Obama Program May Have Helped Nikolas Cruz Slip Through the Cracks

While students and the liberal media rush to blame the National Rifle Association for the tragic school shooting in Parkland, President Barack Obama’s PROMISE program may have actually helped to keep Nikolas Cruz from failing a background check that would have stopped him from purchasing guns.

Last week, Rush Limbaugh discussed the program and how it may have contributed to this senseless massacre.

In an effort to close the racial achievement gap in Florida’s Broward County Public Schools, Robert Runcie was brought in to serve as superintendent in 2013.

While attempting to figure out why black students had a graduation rate of only 61 percent compared to 81 percent for white students, Runcie determined that it was largely because of their arrest rates.

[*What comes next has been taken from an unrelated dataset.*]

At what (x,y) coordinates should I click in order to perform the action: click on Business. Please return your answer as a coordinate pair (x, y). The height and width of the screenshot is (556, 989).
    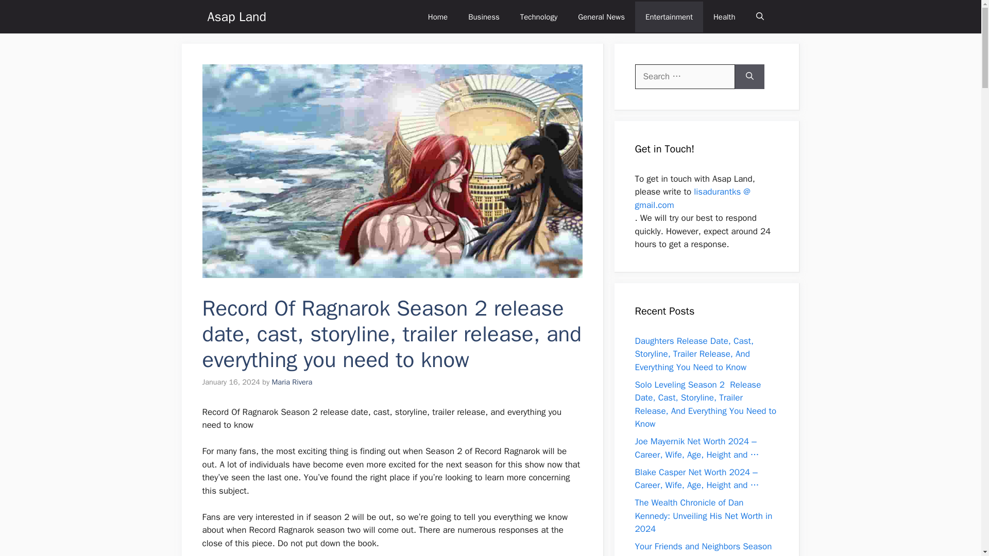
    Looking at the image, I should click on (484, 16).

“One of the first things I saw was a huge differential in minority students, black male students in particular, in terms of suspensions and arrests,” Runcie told American Prospect magazine in 2013. The magazine noted that “black students made up two-thirds of all suspensions during the 2011-2012 school year despite comprising only 40 percent of the student body.”

Instead of concluding that perhaps there is more crime within certain groups, Runcie deduced that it must be racial bias leading to the arrests.

“It doesn’t prove anything of the sort. It proves who’s committing the crimes. And if you don’t like that, if you’re Obama and Holder and you don’t like that, then you want to change that, the only way you can do it is by ignoring some of the crime, not charging, not arresting, and not imprisoning, to change the percentages,” Limbaugh pointed out.

To combat this perceived injustice, Broward announced broad changes designed to mitigate the use of harsh punishments for minor misbehavior. The county, working with a member of the local NAACP, amended discipline codes, prohibited arrests in many circumstances and developed alternatives to suspension. Soon, arrests of students dropped 66%.

The payoff was big, as President Obama’s program rewarded local governments with grants if they kept school arrests down.

Here’s the problem, without the arrests — there is no record that will show up in a background check to keep violent young adults from purchasing firearms.

“Something like, what is it, 18 states don’t even report data to the background check system? So what good is it, if the data isn’t even there? If there were perps that are not being arrested, that are not being charged, they will not show up in a background check when they go to buy a gun. And there is or was an Obama administration policy to change this prison ratio under the guise that it was built by bias and racism,” Limbaugh lamented. “No matter what steps you put into place to prevent these kind of people from getting guns, if the procedure is corrupted, it’s not gonna be worth anything.”

During a recent interview with Jake Tapper, Broward County Sheriff Scott Israel was asked about the Obama-era program.

“A lot of people in the community have noted that the Broward County School Board entered into an agreement when you were sheriff in 2013, to pursue the least punitive means of discipline against students,” Tapper began. “And this new policy encouraged warnings, consultations with parents, programs on conflict resolution instead of arresting students for crimes. Weren’t there incidents committed by the shooter as a student that if this new policy hadn’t been in place, he would have been arrested for and then not able to legally the buy a gun?”

Sheriff Israel responded by defending the program.

“What you’re referring to is the PROMISE Program, and it’s giving the school… The school has the ability under certain circumstances not to call the police, not to get the police involved on misdemeanor offenses and take care of it within the school. It’s an excellent program. It’s helping many, many people. What this program does is not put a person at 14, 15, 16 years old into the criminal justice system, so they can —” Israel ranted.

“What if he should be in the criminal justice system?” Tapper interjected. “What if he does something violent to a student? What if he takes bullets to school?”

“That… Then…” Israel muttered.

“What if he takes knives to school? What if he threatens the lives of fellow students?” Tapper persisted.

“Then he… Then he goes to jail.” Israel responded.

“That’s not what happened!” Tapper asserted.

Finally, Israel responded, “that’s not possible in the PROMISE Program.”